A Quote by Agnes Repplier

Love is a malady, the common symptoms of which are the same in all patients. — © Agnes Repplier
Love is a malady, the common symptoms of which are the same in all patients.
The psyche is the inward experience of the human body, which is essentially the same in all human beings, with the same organs, the same instincts, the same impulses, the same conflicts, the same fears. Out of this common ground have come what Jung has called the archetypes, which are the common ideas of myths.
The symptoms and the illness are not the same thing. The illness exists long before the symptoms. Rather than being the illness, the symptoms are the beginning of its cure. The fact that they are unwanted makes them all the more a phenomenon of grace — a gift of God, a message from the unconscious.
We do not know what love is. We know the symptoms of it, the pleasure, the pain, the fear, the anxiety and so on. We try to solve the symptoms, which becomes a wandering in darkness. We spend our days and nights in this, and it is soon over in death.
I tell patients that tranquilizers alone never cure anyone. They merely reduce the intensity of the symptoms and make life slightly more endurable. They create a better behaved, chronic dependent person. Only with orthomolecular treatment can the majority of schizophrenic patients hope to become well and normally independent.
Welcome to the brave new world of American multiculturalism. From a nation of diverse peoples united by a common culture, we have become a people divided by a common malady.
Whenever you see shrinks on television, they're so clearly written by patients. They're either idealized or they're demonized or they love their patients. All they ever think about is their patients.
Things look especially bleak for common killers such as diabetes and heart disease. Those ailments clearly have a genetic component. But when scientists survey genes looking for which mutations patients have in common, they come up empty.
It's either the flu or love... The symptoms are the same.
When we do not know the truth of a thing, it is good that there should exist a common error which determines the mind of man, as, for example, the moon, to which is attributed the change of seasons, the progress of diseases, etc. For the chief malady of man is a restless curiosity about things which he cannot understand; and it is not so bad for him to be in error as to be curious to no purpose.
Many of the patients in military and veterans hospitals require long stays, which can place a large financial hardship on families who don't live near the hospital, which is very common.
Antibiotics are so pervasive that they are often prescribed preemptively, as soon as patients report symptoms, before a diagnosis is made.
He regarded love as a sort of cruel malady through which the elect are required to pass in their late youth and from which they emerge, pale and wrung, but ready for the business of living.
Patients want to be seen as people. For me, the person's life comes first; the disease is simply one aspect of it, which I can guide my patients to use as a redirection in their lives. When doctors look at their patients, however, they are trained to see only the disease.
Lets take away the incentives to do 'to' patients and instead create incentives to do 'for' patients, to be 'with' patients. We don't need to do comparative effectiveness trials to see if that works; we can just ask patients.
Spiritual Love is born of sorrow. . . . For men love one another with spiritual love only when they have suffered the same sorrow together, when through long days they have ploughed the stony ground buried beneath the common yoke of a common grief. It is then that they know one another and feel one another and feel with one another in their common anguish, and so they pity one another and love one another.
Denmark is like a Sylvanian world, but one thing it breeds is malady. The malady is generally in good taste. Opinions are correct. That is the chief enemy of creativity.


■ Work to complete ■
Using the entries that follow, establish how many lines contain the word "damaged" and give only that figure.
━━━━━━━━━━
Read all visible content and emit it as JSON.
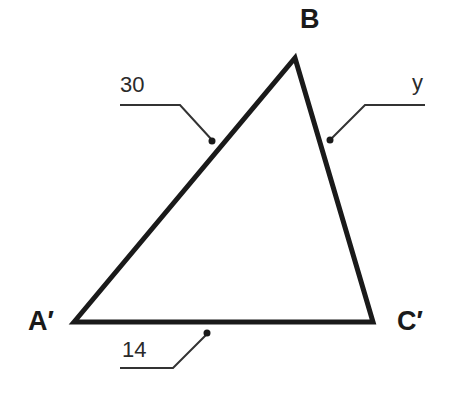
{
  "figure": {
    "type": "triangle",
    "vertices": [
      {
        "id": "A",
        "label": "A′",
        "x": 74,
        "y": 322
      },
      {
        "id": "B",
        "label": "B",
        "x": 295,
        "y": 58
      },
      {
        "id": "C",
        "label": "C′",
        "x": 373,
        "y": 322
      }
    ],
    "sides": [
      {
        "between": "A′B",
        "label": "30"
      },
      {
        "between": "BC′",
        "label": "y"
      },
      {
        "between": "A′C′",
        "label": "14"
      }
    ],
    "stroke_color": "#1a1a1a"
  }
}
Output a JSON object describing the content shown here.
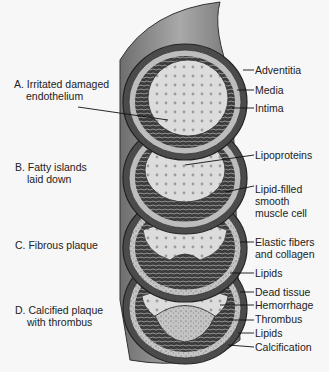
{
  "diagram": {
    "stages": [
      {
        "id": "A",
        "label": "A. Irritated damaged\nendothelium",
        "line1": "A. Irritated damaged",
        "line2": "endothelium"
      },
      {
        "id": "B",
        "label": "B. Fatty islands laid down",
        "line1": "B. Fatty islands",
        "line2": "laid down"
      },
      {
        "id": "C",
        "label": "C. Fibrous plaque",
        "line1": "C. Fibrous plaque"
      },
      {
        "id": "D",
        "label": "D. Calcified plaque with thrombus",
        "line1": "D. Calcified plaque",
        "line2": "with thrombus"
      }
    ],
    "right_labels": {
      "adventitia": "Adventitia",
      "media": "Media",
      "intima": "Intima",
      "lipoproteins": "Lipoproteins",
      "lipid_filled_1": "Lipid-filled",
      "lipid_filled_2": "smooth",
      "lipid_filled_3": "muscle cell",
      "elastic_1": "Elastic fibers",
      "elastic_2": "and collagen",
      "lipids_c": "Lipids",
      "dead_tissue": "Dead tissue",
      "hemorrhage": "Hemorrhage",
      "thrombus": "Thrombus",
      "lipids_d": "Lipids",
      "calcification": "Calcification"
    },
    "colors": {
      "vessel_outer": "#8a8a8a",
      "vessel_wall": "#5a5a5a",
      "lumen": "#d9d9d9",
      "dots": "#a0a0a0",
      "line": "#111111"
    }
  }
}
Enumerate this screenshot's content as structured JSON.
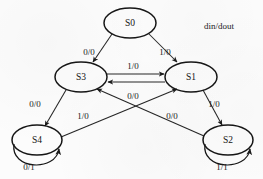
{
  "diagram": {
    "type": "state-transition-diagram",
    "legend": "din/dout",
    "states": [
      {
        "id": "S0",
        "label": "S0",
        "cx": 130,
        "cy": 23,
        "rx": 26,
        "ry": 15
      },
      {
        "id": "S3",
        "label": "S3",
        "cx": 81,
        "cy": 77,
        "rx": 26,
        "ry": 15
      },
      {
        "id": "S1",
        "label": "S1",
        "cx": 191,
        "cy": 77,
        "rx": 26,
        "ry": 15
      },
      {
        "id": "S4",
        "label": "S4",
        "cx": 37,
        "cy": 140,
        "rx": 25,
        "ry": 15
      },
      {
        "id": "S2",
        "label": "S2",
        "cx": 228,
        "cy": 140,
        "rx": 25,
        "ry": 15
      }
    ],
    "transitions": [
      {
        "from": "S0",
        "to": "S3",
        "label": "0/0",
        "label_x": 89,
        "label_y": 53
      },
      {
        "from": "S0",
        "to": "S1",
        "label": "1/0",
        "label_x": 165,
        "label_y": 53
      },
      {
        "from": "S3",
        "to": "S1",
        "label": "1/0",
        "label_x": 133,
        "label_y": 67
      },
      {
        "from": "S1",
        "to": "S3",
        "label": "0/0",
        "label_x": 133,
        "label_y": 97
      },
      {
        "from": "S3",
        "to": "S4",
        "label": "0/0",
        "label_x": 35,
        "label_y": 105
      },
      {
        "from": "S1",
        "to": "S2",
        "label": "1/0",
        "label_x": 214,
        "label_y": 105
      },
      {
        "from": "S4",
        "to": "S1",
        "label": "1/0",
        "label_x": 83,
        "label_y": 117
      },
      {
        "from": "S2",
        "to": "S3",
        "label": "0/0",
        "label_x": 172,
        "label_y": 117
      },
      {
        "from": "S4",
        "to": "S4",
        "label": "0/1",
        "label_x": 29,
        "label_y": 168
      },
      {
        "from": "S2",
        "to": "S2",
        "label": "1/1",
        "label_x": 222,
        "label_y": 168
      }
    ]
  }
}
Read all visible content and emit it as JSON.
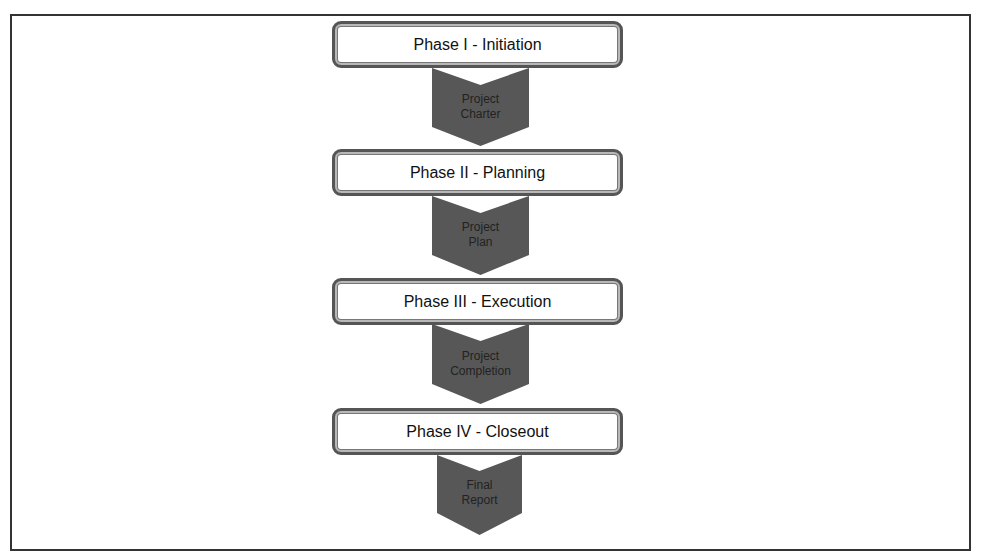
{
  "diagram": {
    "title": "",
    "phases": [
      {
        "label": "Phase I - Initiation",
        "deliverable": [
          "Project",
          "Charter"
        ]
      },
      {
        "label": "Phase II - Planning",
        "deliverable": [
          "Project",
          "Plan"
        ]
      },
      {
        "label": "Phase III - Execution",
        "deliverable": [
          "Project",
          "Completion"
        ]
      },
      {
        "label": "Phase IV - Closeout",
        "deliverable": [
          "Final",
          "Report"
        ]
      }
    ],
    "colors": {
      "arrow": "#575757",
      "box_border": "#555555",
      "frame": "#333333"
    }
  }
}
━━━━━━━━━━
■ Answer section ■
2